Recall Major League Baseball’s, Coca Cola’s, and Delta Airlines’ reactions to Georgia’s voter integrity protection law, SB202, passed last year. That law, after all, created such nasty things as
- signature matching
- voter ID
- restrictions on drop boxes
- ban on the mass mailing of absentee ballot request forms to those who did not ask for them,
- mandatory citizenship checks
MLB Commissioner Rob Manfred said baseball’s decision to pull the All Star Game out of Atlanta that year, causing the loss of upwards of $70 million of revenue to Atlanta’s small and medium businesses, was the best way to demonstrate our values as a sport.
Coca-Cola CEO James Quincey said Georgia’s law is unacceptable and a step backwards.
Delta CEO Ed Bastian said that Georgia’s law is unacceptable and does not match Delta’s values.
Here’s what that law, wholly unacceptable to these corporations’ values, did.

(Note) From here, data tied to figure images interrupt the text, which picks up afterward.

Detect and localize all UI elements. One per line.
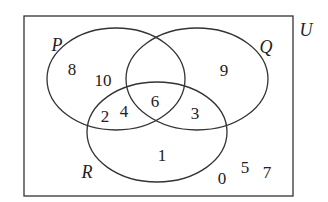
element-pr-1: 2	[101, 107, 110, 126]
element-pqr-1: 6	[151, 92, 160, 111]
element-outside-3: 7	[263, 163, 272, 182]
element-p-only-1: 8	[68, 60, 77, 79]
element-qr-1: 3	[191, 104, 200, 123]
label-set-q: Q	[260, 37, 273, 57]
element-pr-2: 4	[120, 102, 129, 121]
label-universal-set: U	[300, 20, 314, 40]
venn-diagram: U P Q R 8 10 9 6 2 4 3 1 0 5 7	[0, 0, 328, 202]
element-p-only-2: 10	[95, 71, 112, 90]
set-p-ellipse	[47, 28, 185, 130]
element-outside-2: 5	[241, 158, 250, 177]
label-set-r: R	[81, 162, 93, 182]
element-r-only-1: 1	[158, 146, 167, 165]
element-outside-1: 0	[218, 169, 227, 188]
element-q-only-1: 9	[220, 61, 229, 80]
label-set-p: P	[51, 35, 63, 55]
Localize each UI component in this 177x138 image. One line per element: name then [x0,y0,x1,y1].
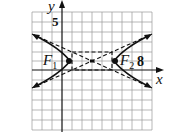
y-tick-label: 5 [52,15,59,28]
arrow-icon [32,34,40,40]
focus-label-f1: F1 [43,53,57,71]
center-point [90,60,94,63]
focus-point-f2 [112,58,118,64]
grid [32,12,152,130]
focus-point-f1 [66,58,72,64]
y-axis [59,0,65,132]
arrow-icon [32,82,40,88]
x-axis-label: x [156,72,163,87]
y-axis-label: y [48,0,55,14]
focus-label-f2: F2 [120,53,134,71]
hyperbola-diagram [0,0,177,138]
x-tick-label: 8 [137,55,144,69]
y-axis-arrow-icon [59,0,65,8]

- total turnout of early voters—both in-person and absentee—was 2,504,956, an all-time record
- 2,288,889 total early in-person voters this year, compared to 1,890,364 early in-person voters in the 2018 midterm elections, a 17% increase
- average wait time in [voting] lines was about two minutes in the afternoon, when a day’s voting really starts getting going
- tracking at three minutes
- longest on the leader board 14 minutes
- check-in time, when you got to the front line, 47 seconds
Now we know clearly what those corporate values are: low voter turnout, great difficulty getting to a voting booth for those who are allowed to vote, voting by illegal aliens and other non-citizens.
In fine, those corporations have shown their values to be suppression of citizens’ ability to vote and diminution of the value of citizens’ votes through promotion of non-citizens’ votes.
Why would any American citizen want to do business with this kind of corporation, a corporation that so blatantly disparages what it means to be an American citizen?